One example is cybersecurity. In 2024, the number of discovered software vulnerabilities surged 38 percent.1 In 2025, meanwhile, the number of cyberattacks grew a remarkable 47 percent. As the volume of risks rapidly balloons, human defenders have failed to keep pace. The result has been a litany of real, physical harm. In 2024, a cyberattack on Change Healthcare left thousands of hospitals unable to process transactions. This forced delays in essential care such as chemotherapy and direct patient harm. It was also costly. According to the Massachusetts Health and Hospital Association, the average cost of this weeks-long cyber-attack for just 12 surveyed Massachusetts hospitals was $24,154,000 per day.2
Where humans have failed, however, defensive AI tools offer a glimmer of cyber hope. Early evidence suggests countless just-emerging AI tools can spot novel insecurities, write programming fixes, update flawed legacy systems, and autonomously detect attackers.3 Perhaps the most promising safety opportunity is the potential for AI automated coding services to translate legacy software code written in cyber-insecure programming languages to modern “safe” versions.4 Federal estimates suggest this use case alone could aid the elimination of up to 70% of cyber vulnerabilities. In a few short years—if not months—such safety enhancing AI could drive a digital safety revolution and prevent further harm.5
Driverless vehicles offer an even more compelling AI safety story. It’s no exaggeration to claim human drivers are a safety liability. In 2023, there were 44,762 motor vehicle fatalities on American roadways and another 5.1 million crash-related emergency department visits.6 Meanwhile in 2022, Massachusetts documented the most traffic fatalities in state history.7 Against this safety crisis, safety enhancing AI may provide hope. According to recent data from Autonomous Vehicle firm Waymo, their vehicles have yielded 88% fewer “serious injury or worse” crashes and 79% fewer airbag deployment crashes.8 A 2024 external study from Swiss Re, an insurer, has further corroborated these findings.9 With such staggering figures, driverless cars could be the single biggest safety innovation in decades. In a matter of years, AI may all but eliminate this leading cause of death.

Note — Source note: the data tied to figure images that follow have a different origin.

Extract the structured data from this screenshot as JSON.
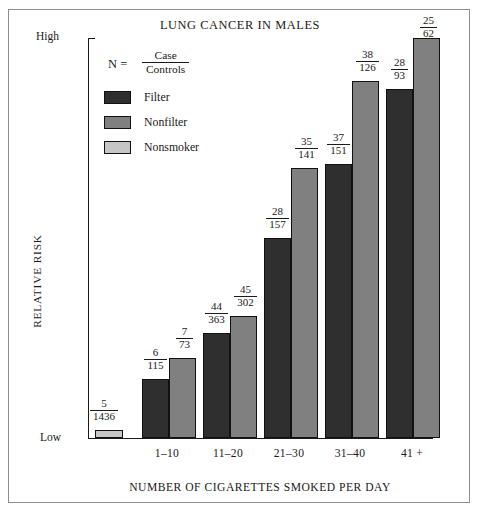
{
  "chart_data": {
    "type": "bar",
    "title": "LUNG CANCER IN MALES",
    "xlabel": "NUMBER OF CIGARETTES SMOKED PER DAY",
    "ylabel": "RELATIVE RISK",
    "y_axis_low_label": "Low",
    "y_axis_high_label": "High",
    "grid": false,
    "legend_position": "upper-left",
    "notation": {
      "symbol": "N =",
      "numerator": "Case",
      "denominator": "Controls"
    },
    "legend": [
      {
        "name": "Filter",
        "color": "#2f2f2f"
      },
      {
        "name": "Nonfilter",
        "color": "#808080"
      },
      {
        "name": "Nonsmoker",
        "color": "#c6c6c6"
      }
    ],
    "categories": [
      "1–10",
      "11–20",
      "21–30",
      "31–40",
      "41 +"
    ],
    "reference_bar": {
      "series": "Nonsmoker",
      "cases": 5,
      "controls": 1436,
      "label_numerator": "5",
      "label_denominator": "1436",
      "relative_height": 0.02
    },
    "series": [
      {
        "name": "Filter",
        "color": "#2f2f2f",
        "cases": [
          6,
          44,
          28,
          37,
          28
        ],
        "controls": [
          115,
          363,
          157,
          151,
          93
        ],
        "labels_numerator": [
          "6",
          "44",
          "28",
          "37",
          "28"
        ],
        "labels_denominator": [
          "115",
          "363",
          "157",
          "151",
          "93"
        ],
        "relative_heights": [
          0.147,
          0.261,
          0.498,
          0.682,
          0.869
        ]
      },
      {
        "name": "Nonfilter",
        "color": "#808080",
        "cases": [
          7,
          45,
          35,
          38,
          25
        ],
        "controls": [
          73,
          302,
          141,
          126,
          62
        ],
        "labels_numerator": [
          "7",
          "45",
          "35",
          "38",
          "25"
        ],
        "labels_denominator": [
          "73",
          "302",
          "141",
          "126",
          "62"
        ],
        "relative_heights": [
          0.199,
          0.304,
          0.672,
          0.889,
          0.997
        ]
      }
    ]
  },
  "bars": [
    {
      "name": "nonsmoker-reference",
      "series": "nonsmoker",
      "left": 95,
      "width": 28,
      "height": 8,
      "num": "5",
      "den": "1436",
      "label_left": 75,
      "label_top": 398
    },
    {
      "name": "filter-1-10",
      "series": "filter",
      "left": 142,
      "width": 27,
      "height": 59,
      "num": "6",
      "den": "115",
      "label_left": 127,
      "label_top": 347
    },
    {
      "name": "nonfilter-1-10",
      "series": "nonfilter",
      "left": 169,
      "width": 27,
      "height": 80,
      "num": "7",
      "den": "73",
      "label_left": 156,
      "label_top": 326
    },
    {
      "name": "filter-11-20",
      "series": "filter",
      "left": 203,
      "width": 27,
      "height": 105,
      "num": "44",
      "den": "363",
      "label_left": 188,
      "label_top": 301
    },
    {
      "name": "nonfilter-11-20",
      "series": "nonfilter",
      "left": 230,
      "width": 27,
      "height": 122,
      "num": "45",
      "den": "302",
      "label_left": 217,
      "label_top": 284
    },
    {
      "name": "filter-21-30",
      "series": "filter",
      "left": 264,
      "width": 27,
      "height": 200,
      "num": "28",
      "den": "157",
      "label_left": 249,
      "label_top": 206
    },
    {
      "name": "nonfilter-21-30",
      "series": "nonfilter",
      "left": 291,
      "width": 27,
      "height": 270,
      "num": "35",
      "den": "141",
      "label_left": 278,
      "label_top": 136
    },
    {
      "name": "filter-31-40",
      "series": "filter",
      "left": 325,
      "width": 27,
      "height": 274,
      "num": "37",
      "den": "151",
      "label_left": 310,
      "label_top": 132
    },
    {
      "name": "nonfilter-31-40",
      "series": "nonfilter",
      "left": 352,
      "width": 27,
      "height": 357,
      "num": "38",
      "den": "126",
      "label_left": 339,
      "label_top": 49
    },
    {
      "name": "filter-41plus",
      "series": "filter",
      "left": 386,
      "width": 27,
      "height": 349,
      "num": "28",
      "den": "93",
      "label_left": 371,
      "label_top": 57
    },
    {
      "name": "nonfilter-41plus",
      "series": "nonfilter",
      "left": 413,
      "width": 27,
      "height": 400,
      "num": "25",
      "den": "62",
      "label_left": 400,
      "label_top": 15
    }
  ],
  "group_labels": [
    {
      "text": "1–10",
      "left": 136,
      "width": 62
    },
    {
      "text": "11–20",
      "left": 197,
      "width": 62
    },
    {
      "text": "21–30",
      "left": 258,
      "width": 62
    },
    {
      "text": "31–40",
      "left": 319,
      "width": 62
    },
    {
      "text": "41 +",
      "left": 381,
      "width": 62
    }
  ]
}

As your committee considers any new rules, I urge thoughtful caution. In both example cases, excessively burdensome regulation could halt this singular safety potential. These specific examples are also worth highlighting because their possibilities hinge on cross-state regulatory harmonization. In the case of cybersecurity, digital systems are often deeply integrated across jurisdictions, and therefore, safety success demands consistent tooling across state lines. If Massachusetts, or any one other state, inadvertently denies or limits essential AI security tools, it could create an unsecured weak point and easily spread attacks to all others. Interstate consistency is more essential in the case of driverless vehicles. If consumers or firms can’t legally drive across states due to a patchwork, they simply won’t use the technology. If rules are excessively unique, expansive, and complex, such safety costs will be hard to avoid.
Conclusion
Thank you for the opportunity to submit this statement. I welcome any further questions or the opportunity to further discuss my research related to issues of artificial intelligence, cybersecurity, and emerging technologies.
This work is licensed under a Creative Commons Attribution-NonCommercial-ShareAlike 4.0 International License.